Mario Monti and the limits of Technocratic governments

Back in November, Monti’s popularity was such that he could have imposed to parliament and to the country measures that would have been impossible to even discuss for the previous governments. His power was not due to the usual honeymoon effect, as here there was no election and no love, only fear of national bankruptcy and the general consensus that if there is someone that can save Italy, it is Super Mario.

Eight months later, the day after parliament finally passed the most complicated bill introduced by Monti (which had to be pushed with repeated confidence votes), the Labour bill, things are quite different. It is possible, even if not likely, that Monti will have tried to pressure his European colleagues at the summit currently underway that unless he comes back home with a tangible result from his list of requests, he will resign. It wouldn’t be an empty threat. Monti knows that his power base, the Italian people, has eroded as Italians have seen the famous ‘spread’ return back near the levels last seen during the last days of Berlusconi’s administration. Simply put, Italians agreed to tighten their belts without too much complaint but were expecting in return to be able to return borrowing at European and not South American rates, to see Italy diverge from not only Greece, but also Spain, Portugal, Cyprus.
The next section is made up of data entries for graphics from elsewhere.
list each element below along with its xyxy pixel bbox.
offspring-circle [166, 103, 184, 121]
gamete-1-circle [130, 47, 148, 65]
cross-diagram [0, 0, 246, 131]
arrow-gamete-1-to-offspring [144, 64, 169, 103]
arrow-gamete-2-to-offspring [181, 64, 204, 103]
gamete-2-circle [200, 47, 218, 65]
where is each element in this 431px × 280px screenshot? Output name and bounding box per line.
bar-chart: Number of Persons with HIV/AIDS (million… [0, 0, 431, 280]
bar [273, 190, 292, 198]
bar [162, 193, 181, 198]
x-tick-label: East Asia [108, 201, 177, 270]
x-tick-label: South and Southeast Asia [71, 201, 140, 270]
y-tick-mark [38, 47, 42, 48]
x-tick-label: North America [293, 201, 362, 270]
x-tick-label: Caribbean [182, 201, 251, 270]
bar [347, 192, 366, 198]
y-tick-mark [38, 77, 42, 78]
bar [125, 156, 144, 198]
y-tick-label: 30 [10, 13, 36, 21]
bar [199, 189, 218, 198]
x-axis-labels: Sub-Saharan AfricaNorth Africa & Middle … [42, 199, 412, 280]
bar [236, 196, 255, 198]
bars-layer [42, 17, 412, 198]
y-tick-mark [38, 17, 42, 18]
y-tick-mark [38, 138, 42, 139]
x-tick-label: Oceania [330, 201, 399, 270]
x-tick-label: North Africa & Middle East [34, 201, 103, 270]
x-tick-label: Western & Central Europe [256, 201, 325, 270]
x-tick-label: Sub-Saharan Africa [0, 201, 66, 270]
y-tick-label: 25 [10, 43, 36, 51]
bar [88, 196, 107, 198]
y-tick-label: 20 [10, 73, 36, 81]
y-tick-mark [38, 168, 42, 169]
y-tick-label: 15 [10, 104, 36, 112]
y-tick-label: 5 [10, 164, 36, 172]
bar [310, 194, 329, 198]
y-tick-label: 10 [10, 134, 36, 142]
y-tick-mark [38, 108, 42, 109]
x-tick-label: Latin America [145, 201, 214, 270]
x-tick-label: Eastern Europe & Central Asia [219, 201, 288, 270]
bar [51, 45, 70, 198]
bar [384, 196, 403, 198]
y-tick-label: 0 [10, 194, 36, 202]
Unfortunately, this hasn’t happened and there are two main reasons for this, the first endogenous and the other one exogenous, as Monti himself would have said in his Macroeconomics classes. The exogenous variable is the continuation of the European crisis which sees markets continuing to go after the next perceived weak link. When Spain’s banks got bailed out, Italy’s started appearing in the crosshairs.  Monti is quite appropriately trying to address this by persuading Ms.Merkel that the markets need some short term mechanism that automatically speed-limit the borrowing costs of Italy, Spain and the like to deviate too much from Germany’s.  We will know soon if he succeeds. The internal issue is that Monti’s government ended up watering down its initial promises and has had to acquiesce to the political games in an even greater way as ‘normal’ governments, as he has no constituency in parliament of his own. The main example is the Labour bill: nobody likes it because it didn’t really achieve anything. Ms.Fornero had a historical chance of rewriting the book on Italy’s terrible labour laws but only achieved to change a few footnotes.

A Hot June

June is going to be even warmer than usual, not only in the Med, but across Europe. If the ‘anti-Europe’ parties win the re-vote in Greece, the EU and the ECB in particular will have to unsheathe whatever secret weapons they have prepared in order to prevent the great recession turning into the great depression of the twenty-first century.

There are three main outcomes following a ‘bad’ outcome in Greece. The most likely, but just, is still that the ECB and the EU will step up to the plate and do whatever it takes to keep Greece in the Euro despite the vote. This will have to include agreeing to much softer bailout terms, debt forgiveness, quantitative easing, and other novel weapons.

The second possible outcome is that Greece is allowed to leave the Euro in an ‘orderly’ fashion, i.e. with the cover of many of the same actions described above save of course for the softer bailout. The objective will not be to help Greece but to attempt to stop the rout by the Balkans and prevent a Southern European contagion. This will probably be a short term solution.

The third possibility is that in the context of a disorderly Greek exit, the ‘hard’ countries, led by Germany leave the Euro and adopt some new version of the DMark. This will have the effect of mitigating the depreciation of the ‘leftover Euro’ and of curing the problem of the two speed euro once and for all. Strong countries will adopt the new DM and be under German orbit, while the Med and others will have a ‘weaker’ common currency.

Clearly, all solutions save for one where the Euro remains in its current form with its current members will generate short term disruption in a scale that hasn’t been seen in most people’s living memory.